====== Raw data ======

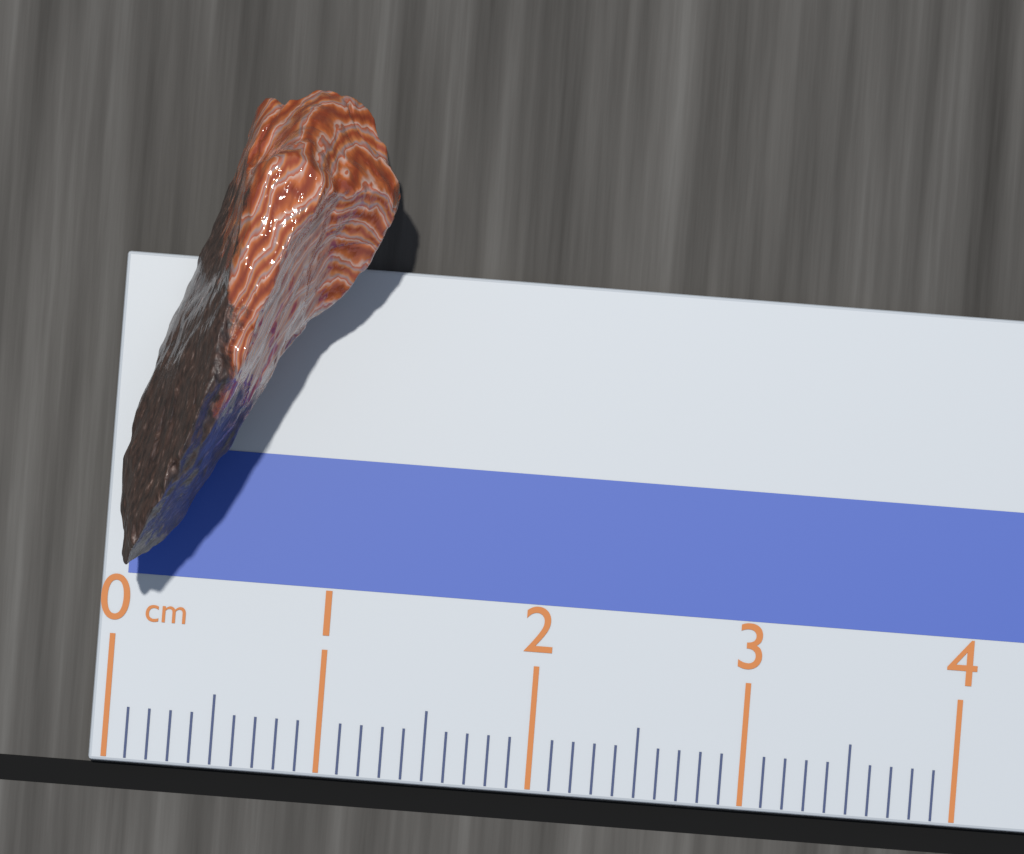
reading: 1.2 cm
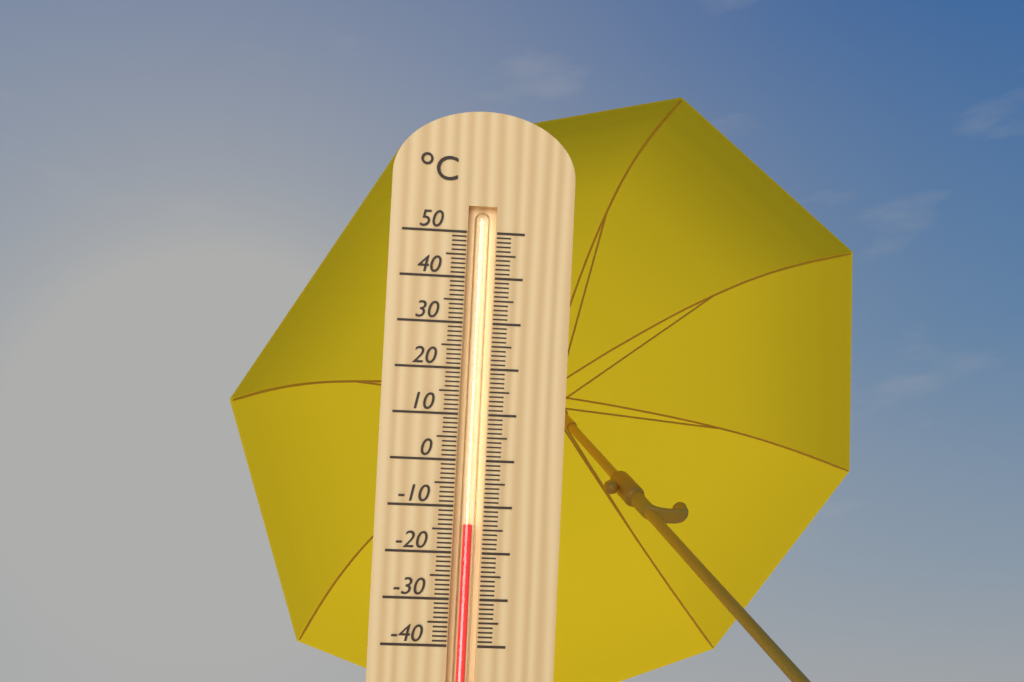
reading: -14 °C
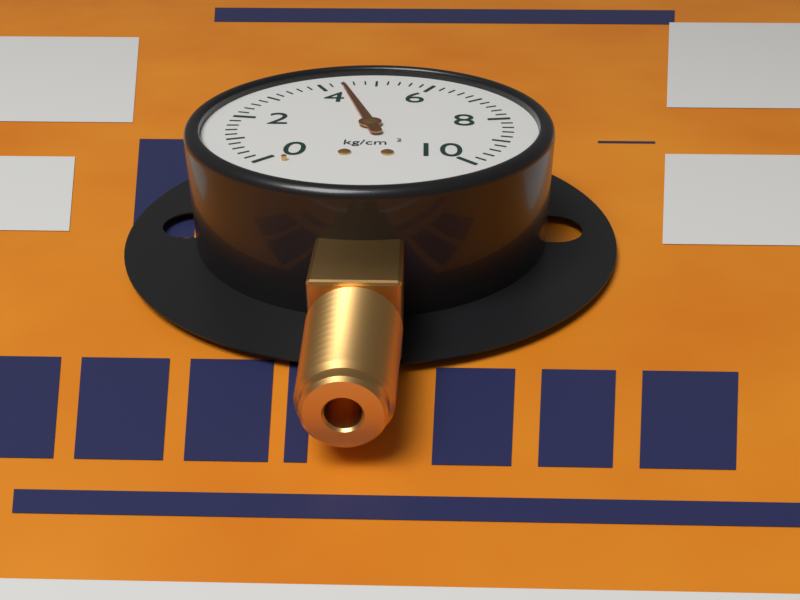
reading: 4.4 kg/cm²
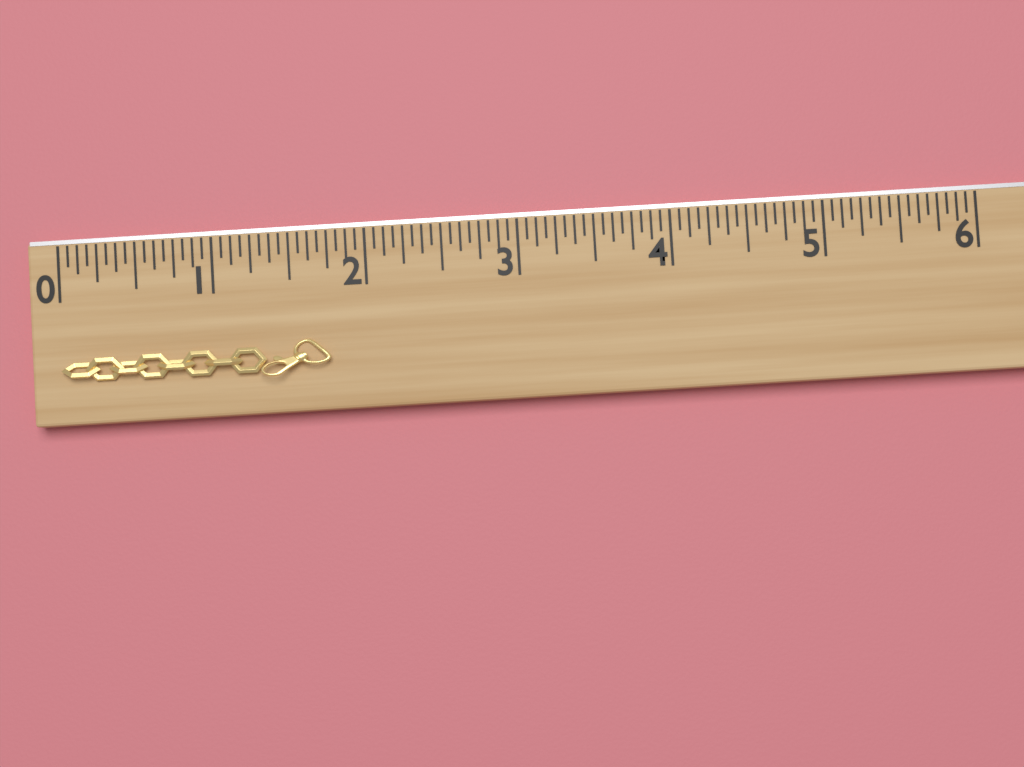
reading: 1.7500 (no unit)
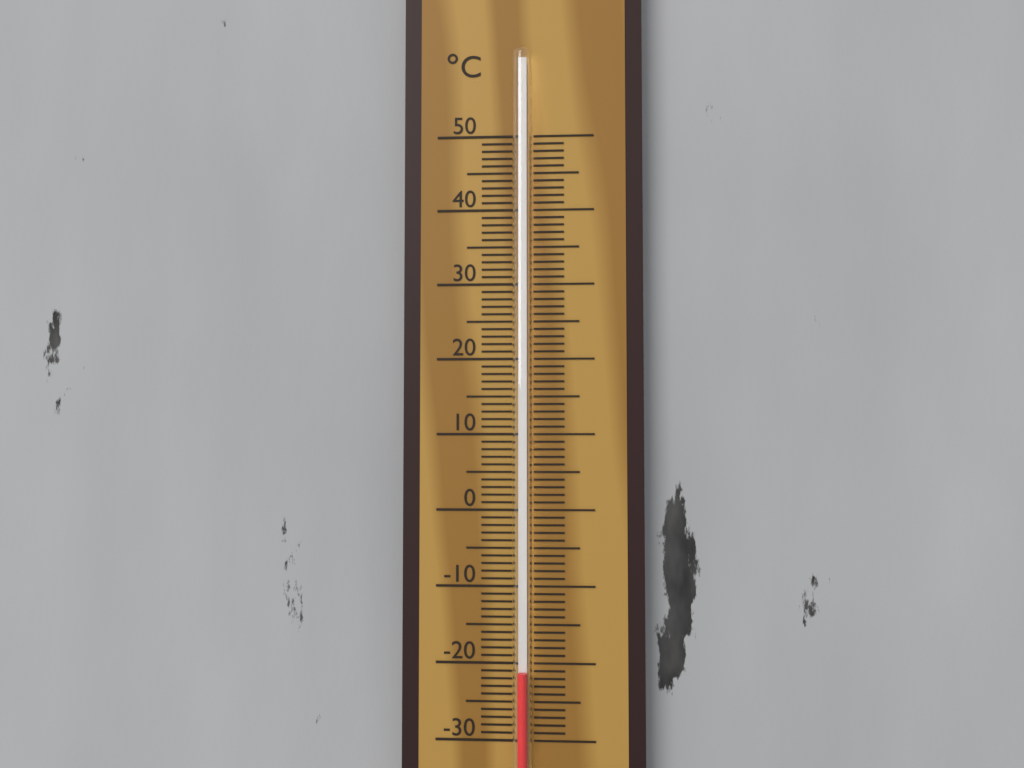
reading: -21 °C
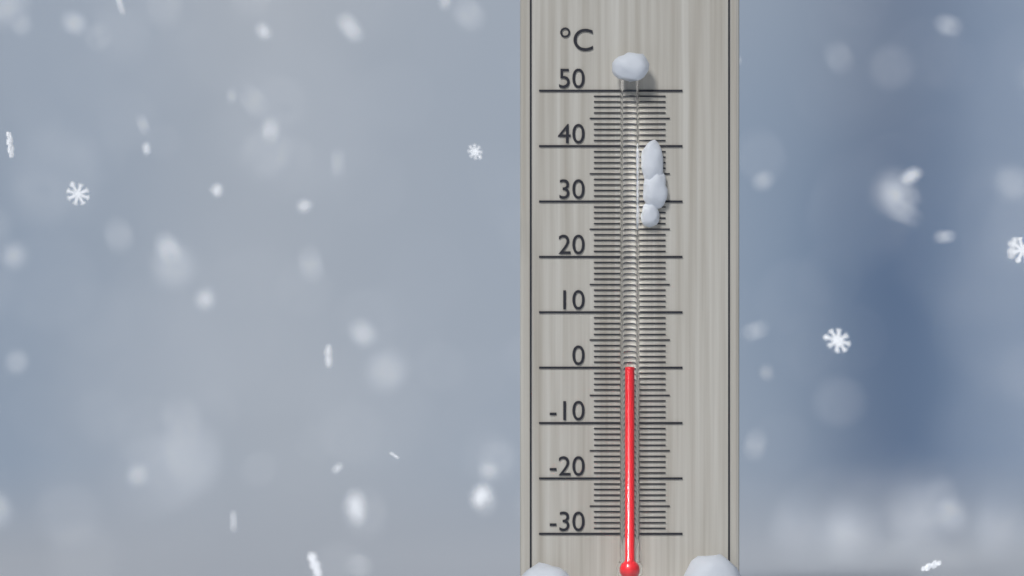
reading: 0 °C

======

Prompt: The copy you write must hold every record verbatim and none of the pictures.

Written answer:
reading: 1.2 cm
reading: -14 °C
reading: 4.4 kg/cm²
reading: 1.7500 (no unit)
reading: -21 °C
reading: 0 °C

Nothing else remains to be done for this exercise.